Coaching Insight

What Is a Good HYROX Time?

A good HYROX time depends on division, gender, age group, and how cleanly you execute the stations. Here is a practical way to judge your race without comparing yourself to the wrong field.

HYROX Benchmarks · Race Strategy · Performance Context
The short answer
For many recreational HYROX athletes, finishing cleanly around 1:30 to 1:45 is a strong result. Competitive age-group athletes are often closer to 1:10 to 1:25, while elite and pro-level athletes race far faster.
Your real benchmark should always be filtered by division, gender, and age group.

Why there is no single good HYROX time

HYROX looks simple on paper: eight 1 km runs and eight workout stations. But finish times vary heavily because the race changes character by category.

Open, Pro, Doubles, Relay, age group, gender, course flow, and race-day execution all change what counts as a good time. Comparing a first-time Open athlete to a Pro podium contender does not tell you anything useful.

A good HYROX time is not just fast. It is fast for your field.

Practical HYROX time benchmarks

These ranges are useful starting points for solo Open athletes. Treat them as broad coaching context, not fixed rankings.

Level Typical finish time What it usually means
First finish 1:45+ You completed the race and have clear opportunities in pacing, stations, or transitions.
Solid recreational 1:30-1:45 You are fit enough for the format and likely need more race-specific efficiency.
Strong age-grouper 1:15-1:30 You can hold pace under fatigue and avoid major station blow-ups.
Competitive 1:05-1:15 You are racing the whole course, not just surviving the second half.
Top Ten Under 1:05 You have a serious blend of running speed, station power, and transition discipline.
Elite 50-56 minutes Normally posted by the best 15 HYROX athletes.

Pro division standards are different because heavier sleds and wall balls change the strength cost of the race. Doubles and Relay times also need their own comparisons.


The best benchmark is your percentile

Finish time alone is noisy. A 1:28 can be excellent in one field and ordinary in another. Percentile context is more useful because it tells you where you sat inside the athletes who raced the same kind of event.

  • Top 50%: a solid result against your field.
  • Top 25%: strong age-group performance.
  • Top 10%: genuinely competitive.
  • Top 5%: podium-adjacent in many fields.

This is why Race Pulse focuses on athlete context and race insights rather than a single universal number.


Where most athletes lose time

Most athletes do not lose their biggest chunk of time in one dramatic collapse. They leak seconds across repeated moments.

  • Running too hard before the sled stations
  • Walking too much of the Roxzone
  • Taking slow setup breaks before stations
  • Breaking wall balls into too many small sets
  • Letting Run 5 to Run 8 drift without a pacing plan

A faster HYROX time often comes from making the whole race cleaner, not from finding one heroic workout.


How to set your next HYROX goal

Start with your current result, then choose a goal based on the shape of your race.

  • If you faded badly after Run 4, target pacing discipline before speed.
  • If sleds crushed you, build specific strength and better push/pull mechanics.
  • If your running held but stations were slow, prioritize station efficiency under fatigue.
  • If your transitions were casual, practice the small movements between efforts.
The best next goal is not always a bigger engine. Sometimes it is a cleaner race.

Put your result in context

Compare athlete history, race splits, and prediction context against real HYROX data.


--- Exercise instructions ---
The response should be the lines of the data, starting at the first and ending at the one that contains "The height and", copied without change.

--- Data extracts ---
- - -

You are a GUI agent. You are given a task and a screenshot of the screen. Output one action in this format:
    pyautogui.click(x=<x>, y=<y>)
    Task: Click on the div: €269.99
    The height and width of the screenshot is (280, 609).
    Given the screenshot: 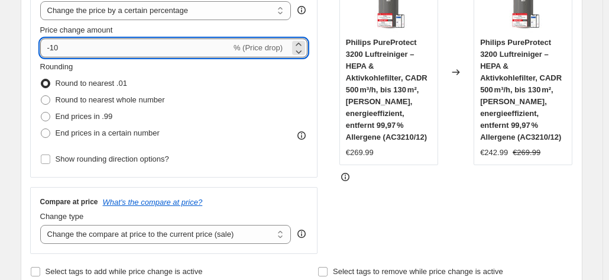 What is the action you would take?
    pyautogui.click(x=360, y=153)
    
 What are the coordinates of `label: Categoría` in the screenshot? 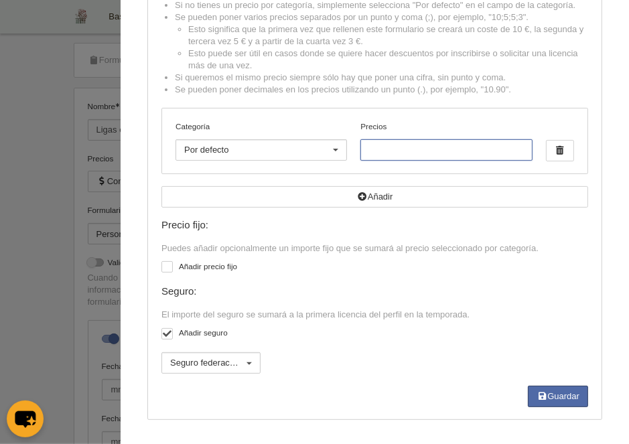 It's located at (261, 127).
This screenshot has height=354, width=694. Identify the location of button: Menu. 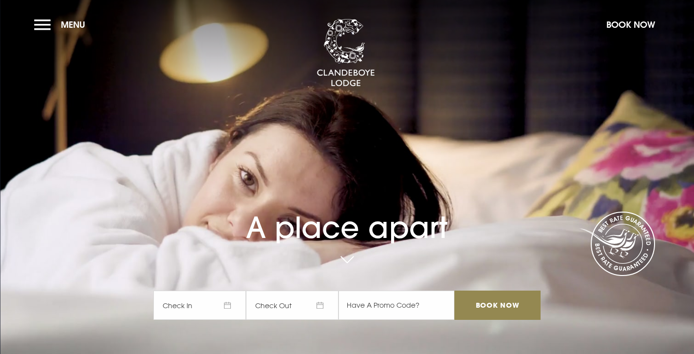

- - -

--- Output ---
You are a GUI agent. You are given a task and a screenshot of the screen. Output one action in this format:
    pyautogui.click(x=<x>, y=<y>)
    Task: Click on the div: €269.99
    The height and width of the screenshot is (280, 609).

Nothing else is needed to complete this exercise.